Here is the key passage, summarizing the theological issue that is driving many of these debates about the wisdom of retreats from large-scale worship services.

You will hear echoes of this debate in stories about other world religions, during this crisis. The bottom line: Do believers worship a God who can protect them or not? When do believers play it safe and stay home and when do they show courage in this kind of crisis, plunging into efforts to help others?

Read this French commentary carefully:

There exists within Christianity a temptation to performative acts that masquerade as fearlessness. In reality, this recklessness represents — as the early church father John Chrysostom called it — “display and vainglory.” Look how fearless we are, we declare, as we court risks that rational people should shun. In the context of a global pandemic followers of Christ can actually become a danger to their fellow citizens, rather than a source of help and hope.

Or, put another way, reckless Christians can transform themselves from angels of mercy to angels of death, and the rest of the world would be right to fear their presence.

But just as Christ rejected performative displays, he also rejected cowardice. He demands sacrifice even unto death. Yet taking up one’s cross in imitation of Christ means engaging in purposeful sacrifice. This is the risk of the doctor or the nurse who possesses the courage to continually expose himself or herself to deadly disease to care for the sick and dying. This is the risk of the faithful believer who sheds personal protection to care for the least of these so that they are not alone.

And this person does not then walk into church or to church events — or even surround herself with her own family — to prove God’s divine protection. Were the men and women who were infected at a church event in Nashville not faithful Christians who were fearlessly serving the Lord? Yet one man’s infection still became their infection, and now dozens of people are paying a steep price.  
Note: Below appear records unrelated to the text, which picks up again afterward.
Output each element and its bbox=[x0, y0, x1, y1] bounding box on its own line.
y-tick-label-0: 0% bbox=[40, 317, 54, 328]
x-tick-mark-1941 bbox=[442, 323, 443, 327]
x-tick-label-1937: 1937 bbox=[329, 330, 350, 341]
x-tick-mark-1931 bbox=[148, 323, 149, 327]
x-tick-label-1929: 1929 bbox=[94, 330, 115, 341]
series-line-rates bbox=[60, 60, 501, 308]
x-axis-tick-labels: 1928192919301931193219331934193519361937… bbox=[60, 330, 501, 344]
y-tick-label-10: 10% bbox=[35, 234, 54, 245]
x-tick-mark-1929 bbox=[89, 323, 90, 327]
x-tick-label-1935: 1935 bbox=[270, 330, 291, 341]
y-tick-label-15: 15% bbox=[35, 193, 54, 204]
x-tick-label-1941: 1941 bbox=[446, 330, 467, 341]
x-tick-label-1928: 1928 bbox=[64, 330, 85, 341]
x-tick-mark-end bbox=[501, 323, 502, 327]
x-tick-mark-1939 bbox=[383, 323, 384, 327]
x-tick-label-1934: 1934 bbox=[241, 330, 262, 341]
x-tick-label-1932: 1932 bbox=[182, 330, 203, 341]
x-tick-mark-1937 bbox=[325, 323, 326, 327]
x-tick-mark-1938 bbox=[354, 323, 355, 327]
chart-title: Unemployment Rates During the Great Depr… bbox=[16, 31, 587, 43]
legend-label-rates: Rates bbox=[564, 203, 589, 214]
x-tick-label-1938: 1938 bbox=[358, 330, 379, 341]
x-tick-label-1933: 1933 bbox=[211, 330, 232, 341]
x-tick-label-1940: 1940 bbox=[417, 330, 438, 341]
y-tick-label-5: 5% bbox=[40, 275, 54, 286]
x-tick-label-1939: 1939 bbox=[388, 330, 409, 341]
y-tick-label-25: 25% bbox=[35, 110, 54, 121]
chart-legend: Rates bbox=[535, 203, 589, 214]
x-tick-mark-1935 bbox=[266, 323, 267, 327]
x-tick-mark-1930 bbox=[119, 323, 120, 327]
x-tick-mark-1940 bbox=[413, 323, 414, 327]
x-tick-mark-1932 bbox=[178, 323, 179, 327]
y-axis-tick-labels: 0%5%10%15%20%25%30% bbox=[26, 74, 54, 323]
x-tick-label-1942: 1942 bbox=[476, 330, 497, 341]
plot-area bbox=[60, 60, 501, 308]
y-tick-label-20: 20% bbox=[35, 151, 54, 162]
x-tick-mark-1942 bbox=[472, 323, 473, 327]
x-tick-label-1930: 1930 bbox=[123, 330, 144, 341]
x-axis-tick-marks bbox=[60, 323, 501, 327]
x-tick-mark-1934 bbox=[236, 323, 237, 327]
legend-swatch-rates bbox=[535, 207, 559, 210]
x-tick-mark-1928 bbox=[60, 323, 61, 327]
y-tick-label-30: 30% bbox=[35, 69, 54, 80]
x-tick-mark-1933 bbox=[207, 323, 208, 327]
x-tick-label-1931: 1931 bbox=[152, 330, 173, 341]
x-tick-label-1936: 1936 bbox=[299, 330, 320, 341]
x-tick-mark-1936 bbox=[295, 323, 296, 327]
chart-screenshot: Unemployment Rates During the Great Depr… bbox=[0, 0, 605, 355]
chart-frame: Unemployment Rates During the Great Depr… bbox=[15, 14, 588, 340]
I know doctors who are separating themselves from their families. They’re treating this moment of crisis in much the same way that a soldier treats a deployment. The normal comforts of home are just not available. That’s not fear. In fact, they are fearless in their service. It’s prudence. They will not impute their personal risk to the men, women, and children in their family and community.

Yes, read it all. This will help many readers understand some of the headlines they are seeing.